A review of dozens of large studies with more than 20 million participants shows that people with high fitness have roughly half the risk of premature death compared to people with low fitness. Each step up in fitness level is associated with an 11 to 17 percent lower risk of death, a stronger association than for most other measured variables. Fitness is also trainable, meaning that improvements actually translate into lower risk.
Your VO2max, the measure of how well your heart, lungs and muscles work together during exercise, is probably the most informative health measurement you can take. A review of dozens of large studies (more than 20 million participants) found that people with high fitness have roughly half the risk of premature death compared with people with low fitness, and each step up in fitness is associated with about an 11 to 17 percent lower risk. That is a much stronger association than for most other measurements.
What the number means in practice: a threshold that repeatedly appears in research is around 8 MET (a moderate exercise intensity, comparable to brisk walking). People who are well above that do considerably better; people who are well below it have more reason to pay attention to it. The most reliable measurement is an exercise test at a sports medicine or cardiology outpatient clinic, where your VO2max is measured directly. A good fitness tracker or a walk or run test over a fixed distance gives a rough estimate, which is sufficient to see how you compare with peers your age and to track your progress.
The good news lies in the nature of this measure: fitness is largely trainable, and improvement genuinely translates into lower risk. It is therefore not a result that says something definitive about your future, but a compass that shows where you stand right now and whether you are moving in the right direction. A single measurement is a snapshot; anyone who wants to monitor it seriously is better off looking at the trend over a year or two than focusing on any single number.
Strong evidence, based on 2 source(s), including controlled or causal research.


- [Exercise]:
Transcribe the entries below with complete accuracy, excluding the pictures.

- [Material for this task]:
╔══
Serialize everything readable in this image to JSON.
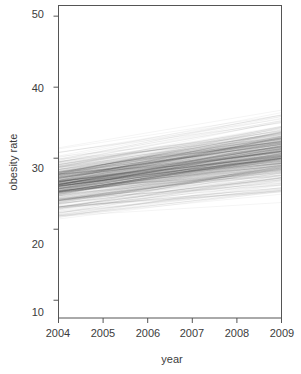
{
  "chart_data": {
    "type": "line",
    "title": "",
    "subtitle": "",
    "xlabel": "year",
    "ylabel": "obesity rate",
    "xlim": [
      2004,
      2009
    ],
    "ylim": [
      7.5,
      51.5
    ],
    "xticks": [
      2004,
      2005,
      2006,
      2007,
      2008,
      2009
    ],
    "xtick_labels": [
      "2004",
      "2005",
      "2006",
      "2007",
      "2008",
      "2009"
    ],
    "yticks": [
      10,
      20,
      30,
      40,
      50
    ],
    "ytick_labels": [
      "10",
      "20",
      "30",
      "40",
      "50"
    ],
    "grid": false,
    "legend": "none",
    "annotations": [],
    "line_color": "#000000",
    "line_opacity": 0.06,
    "n_lines": 420,
    "x": [
      2004,
      2009
    ],
    "envelope": {
      "x": [
        2004,
        2009
      ],
      "min": [
        19.0,
        23.4
      ],
      "q25": [
        24.3,
        28.6
      ],
      "median": [
        26.2,
        30.6
      ],
      "q75": [
        28.0,
        32.6
      ],
      "max": [
        31.6,
        38.0
      ]
    },
    "series": [
      {
        "name": "ensemble-core-low",
        "values": [
          24.5,
          29.0
        ]
      },
      {
        "name": "ensemble-core-mid",
        "values": [
          26.3,
          30.7
        ]
      },
      {
        "name": "ensemble-core-high",
        "values": [
          27.9,
          32.5
        ]
      },
      {
        "name": "ensemble-upper-fringe",
        "values": [
          31.4,
          37.8
        ]
      },
      {
        "name": "ensemble-lower-fringe",
        "values": [
          19.2,
          23.6
        ]
      }
    ],
    "stats": {
      "intercept_2004_mean": 26.2,
      "intercept_2004_sd": 1.9,
      "value_2009_mean": 30.6,
      "value_2009_sd": 2.6,
      "slope_mean_per_year": 0.88,
      "slope_sd_per_year": 0.22
    }
  },
  "axes": {
    "y_title": "obesity rate",
    "x_title": "year"
  }
}
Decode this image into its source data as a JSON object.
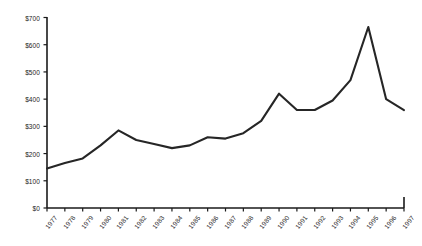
╚══
- [Result]:
Serialize everything readable in this image to JSON.
{
  "chart_data": {
    "type": "line",
    "title": "",
    "subtitle": "",
    "xlabel": "year",
    "ylabel": "obesity rate",
    "xlim": [
      2004,
      2009
    ],
    "ylim": [
      7.5,
      51.5
    ],
    "xticks": [
      2004,
      2005,
      2006,
      2007,
      2008,
      2009
    ],
    "xtick_labels": [
      "2004",
      "2005",
      "2006",
      "2007",
      "2008",
      "2009"
    ],
    "yticks": [
      10,
      20,
      30,
      40,
      50
    ],
    "ytick_labels": [
      "10",
      "20",
      "30",
      "40",
      "50"
    ],
    "grid": false,
    "legend": "none",
    "annotations": [],
    "line_color": "#000000",
    "line_opacity": 0.06,
    "n_lines": 420,
    "x": [
      2004,
      2009
    ],
    "envelope": {
      "x": [
        2004,
        2009
      ],
      "min": [
        19.0,
        23.4
      ],
      "q25": [
        24.3,
        28.6
      ],
      "median": [
        26.2,
        30.6
      ],
      "q75": [
        28.0,
        32.6
      ],
      "max": [
        31.6,
        38.0
      ]
    },
    "series": [
      {
        "name": "ensemble-core-low",
        "values": [
          24.5,
          29.0
        ]
      },
      {
        "name": "ensemble-core-mid",
        "values": [
          26.3,
          30.7
        ]
      },
      {
        "name": "ensemble-core-high",
        "values": [
          27.9,
          32.5
        ]
      },
      {
        "name": "ensemble-upper-fringe",
        "values": [
          31.4,
          37.8
        ]
      },
      {
        "name": "ensemble-lower-fringe",
        "values": [
          19.2,
          23.6
        ]
      }
    ],
    "stats": {
      "intercept_2004_mean": 26.2,
      "intercept_2004_sd": 1.9,
      "value_2009_mean": 30.6,
      "value_2009_sd": 2.6,
      "slope_mean_per_year": 0.88,
      "slope_sd_per_year": 0.22
    }
  },
  "axes": {
    "y_title": "obesity rate",
    "x_title": "year"
  }
}
Decode this image into its source data as a JSON object.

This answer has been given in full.